DIRECTIONS:
The reader should set down exactly the lines from the one containing "Find the location" through the last line of the material, omitting every picture.

DATA PROVIDED:
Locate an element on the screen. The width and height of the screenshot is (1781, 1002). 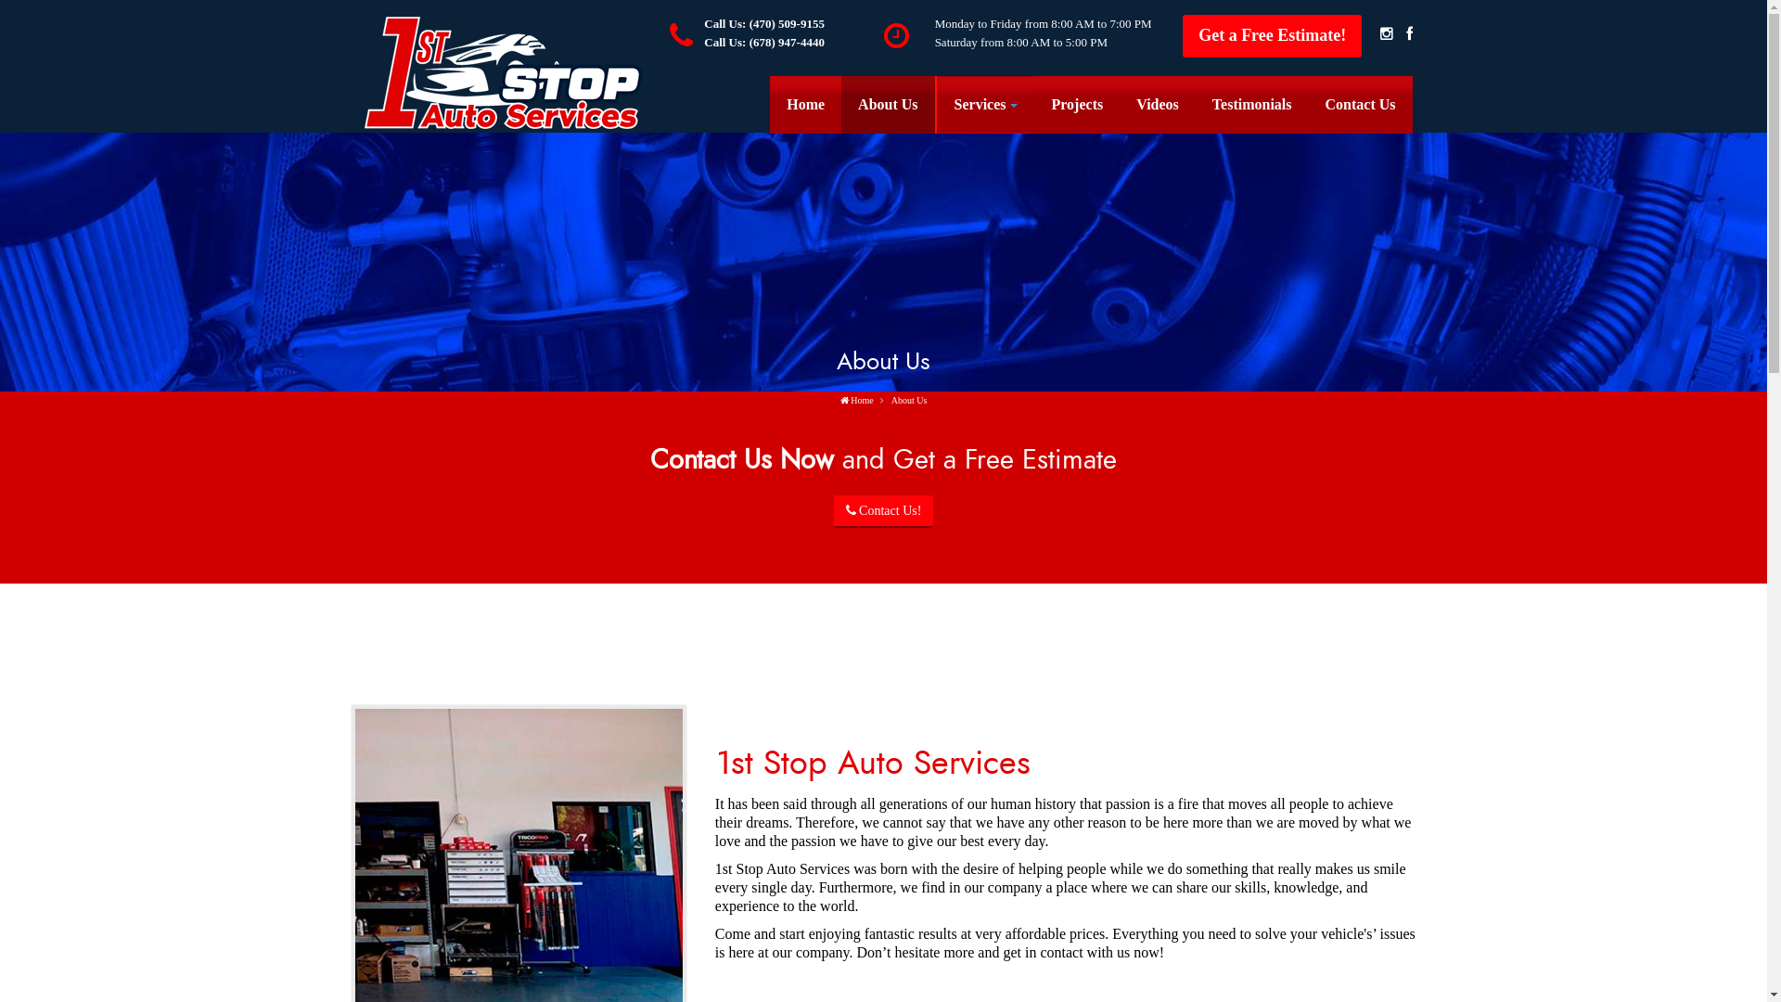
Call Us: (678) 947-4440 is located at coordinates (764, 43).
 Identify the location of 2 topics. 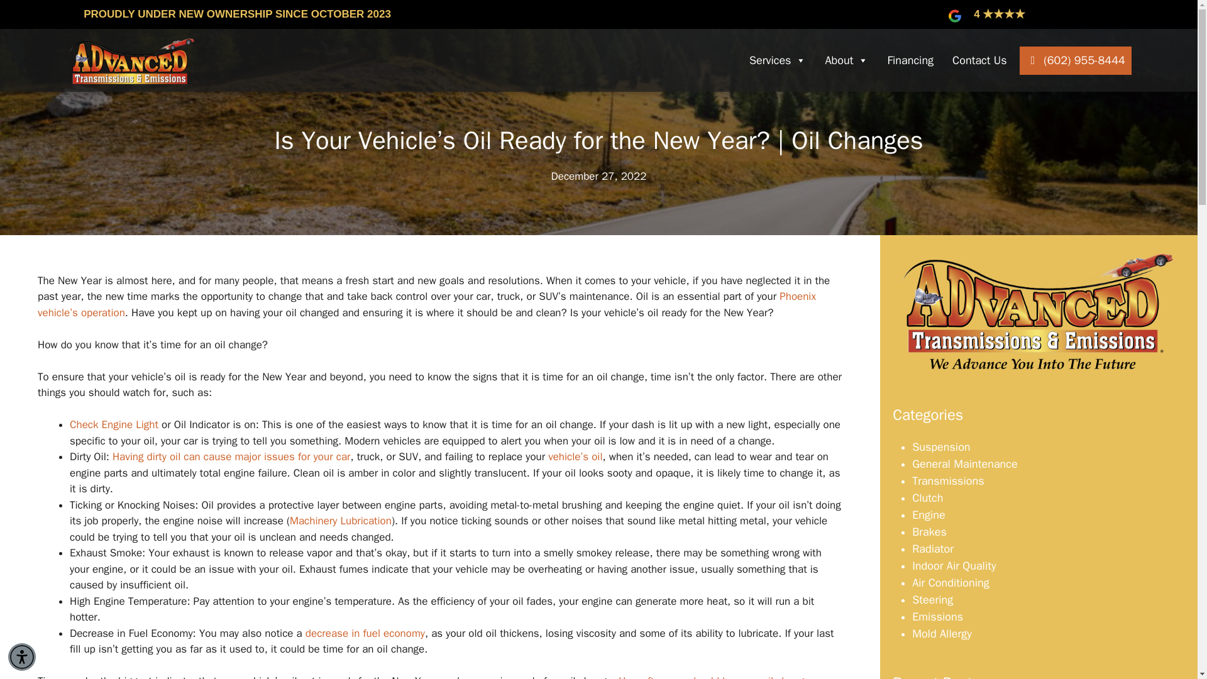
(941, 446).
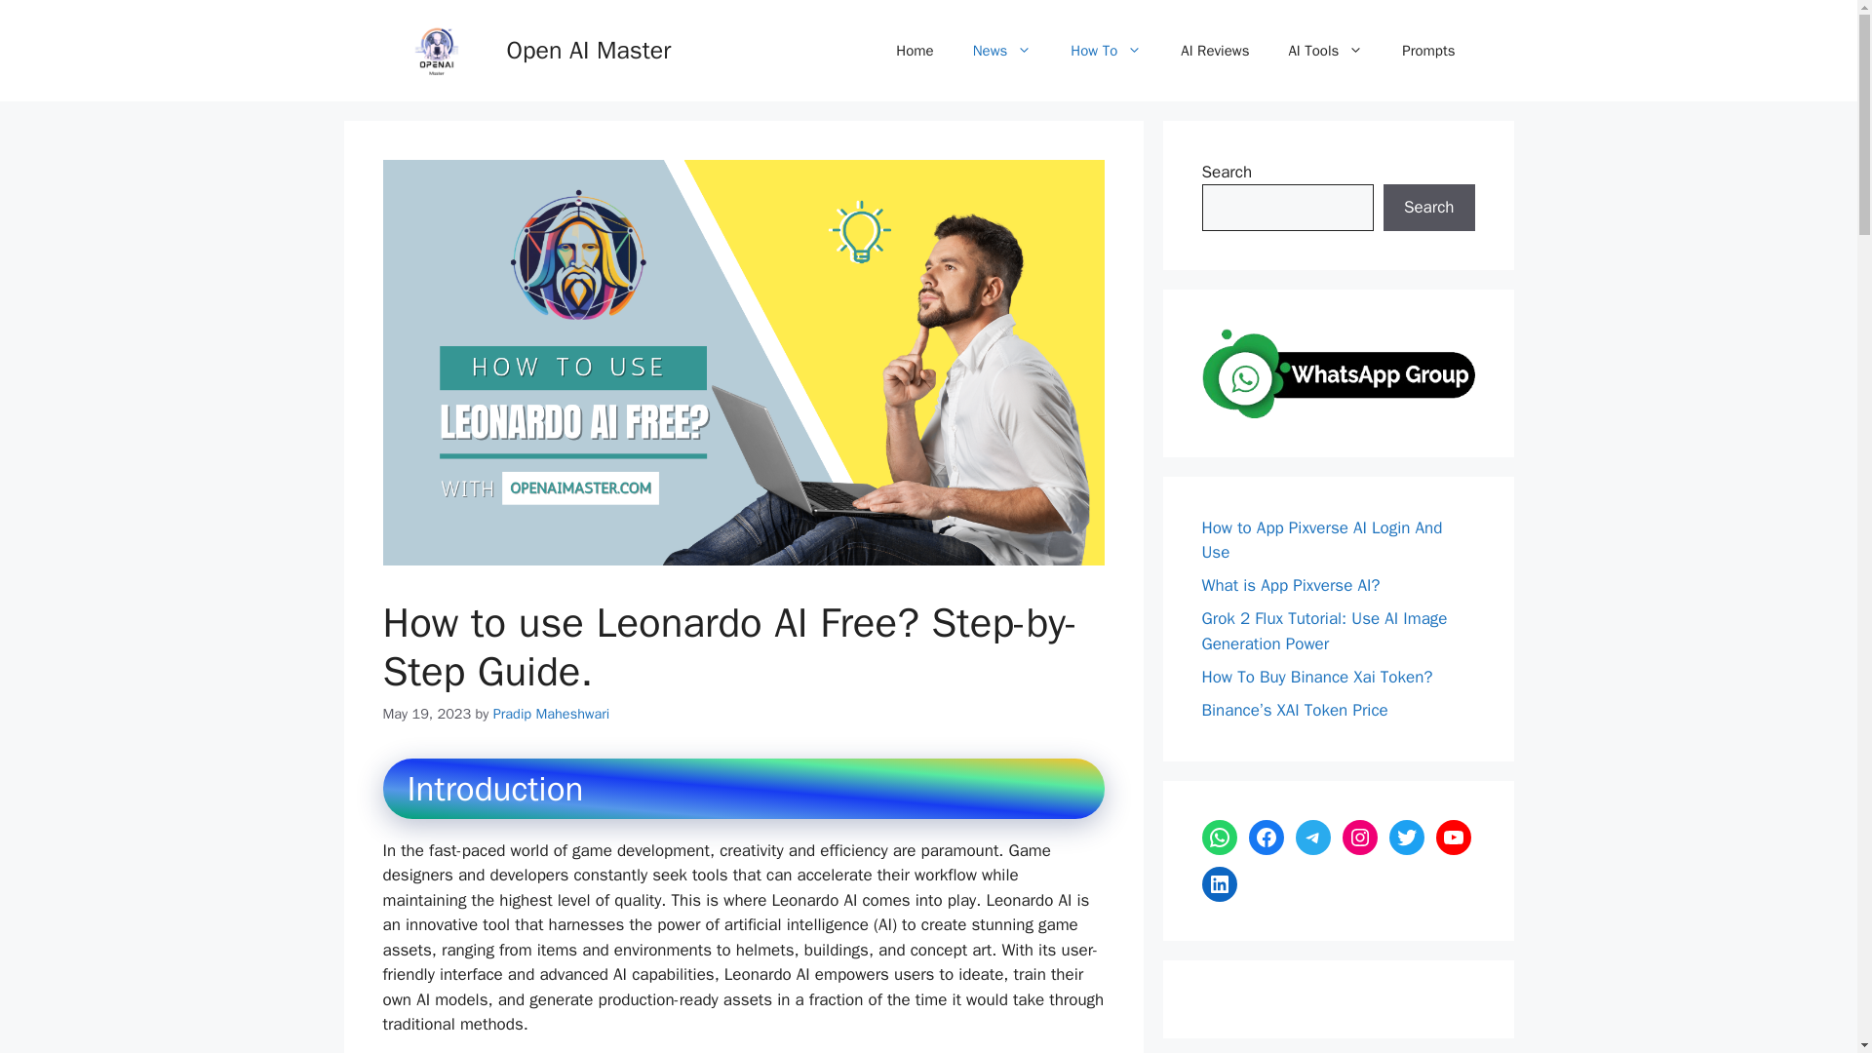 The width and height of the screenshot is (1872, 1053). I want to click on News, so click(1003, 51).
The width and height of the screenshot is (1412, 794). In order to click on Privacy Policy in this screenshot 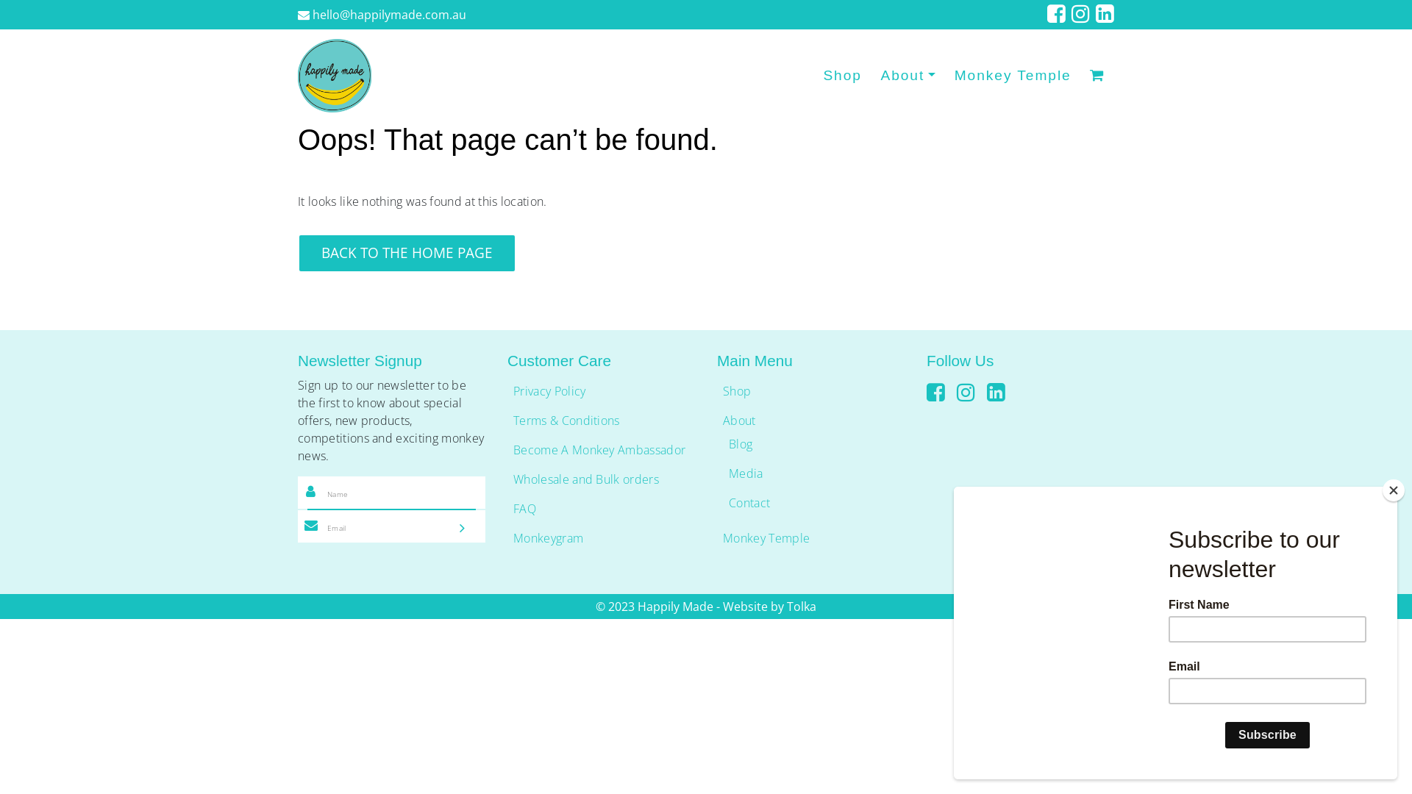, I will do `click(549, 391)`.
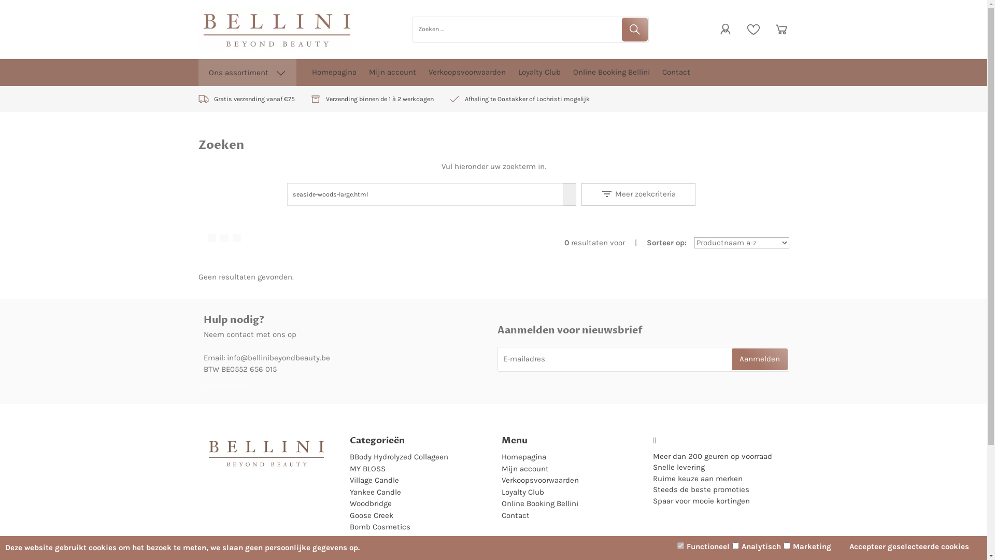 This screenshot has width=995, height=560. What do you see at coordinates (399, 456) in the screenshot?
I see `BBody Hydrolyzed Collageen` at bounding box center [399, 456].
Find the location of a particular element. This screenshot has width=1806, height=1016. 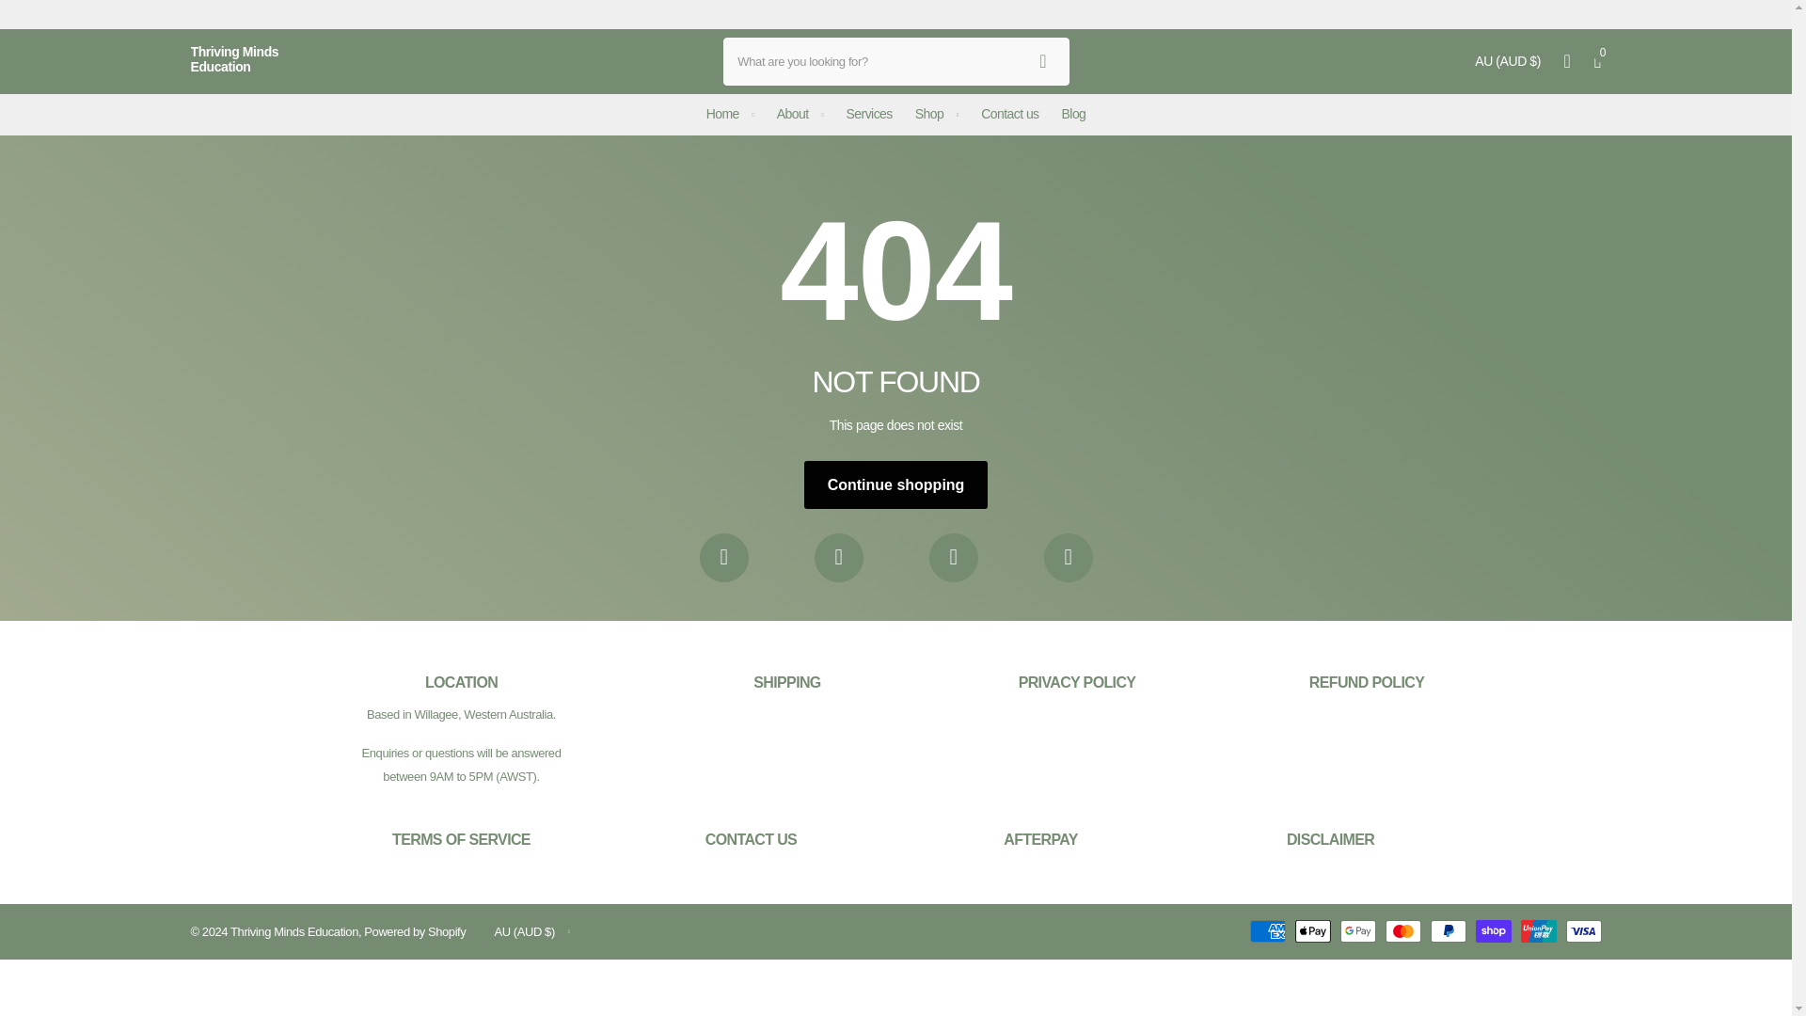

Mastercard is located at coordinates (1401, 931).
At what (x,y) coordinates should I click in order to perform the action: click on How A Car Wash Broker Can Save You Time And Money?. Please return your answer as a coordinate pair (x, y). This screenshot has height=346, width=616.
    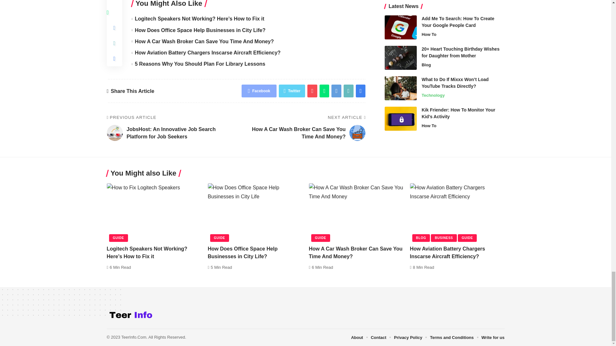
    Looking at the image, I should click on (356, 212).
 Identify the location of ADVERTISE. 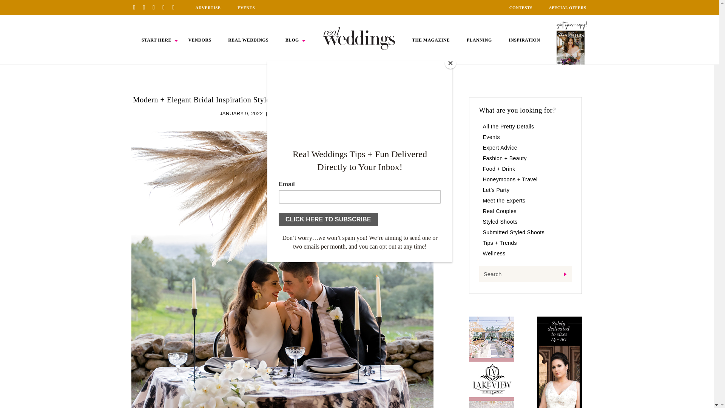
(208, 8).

SOLUTION FOR THIS TASK:
Find the location of a particular element. This screenshot has width=1806, height=1016. 

Mastercard is located at coordinates (1401, 931).
At what (x,y) coordinates should I click in order to perform the action: click on How A Car Wash Broker Can Save You Time And Money?. Please return your answer as a coordinate pair (x, y). This screenshot has height=346, width=616.
    Looking at the image, I should click on (356, 212).
 Identify the location of ADVERTISE. 
(208, 8).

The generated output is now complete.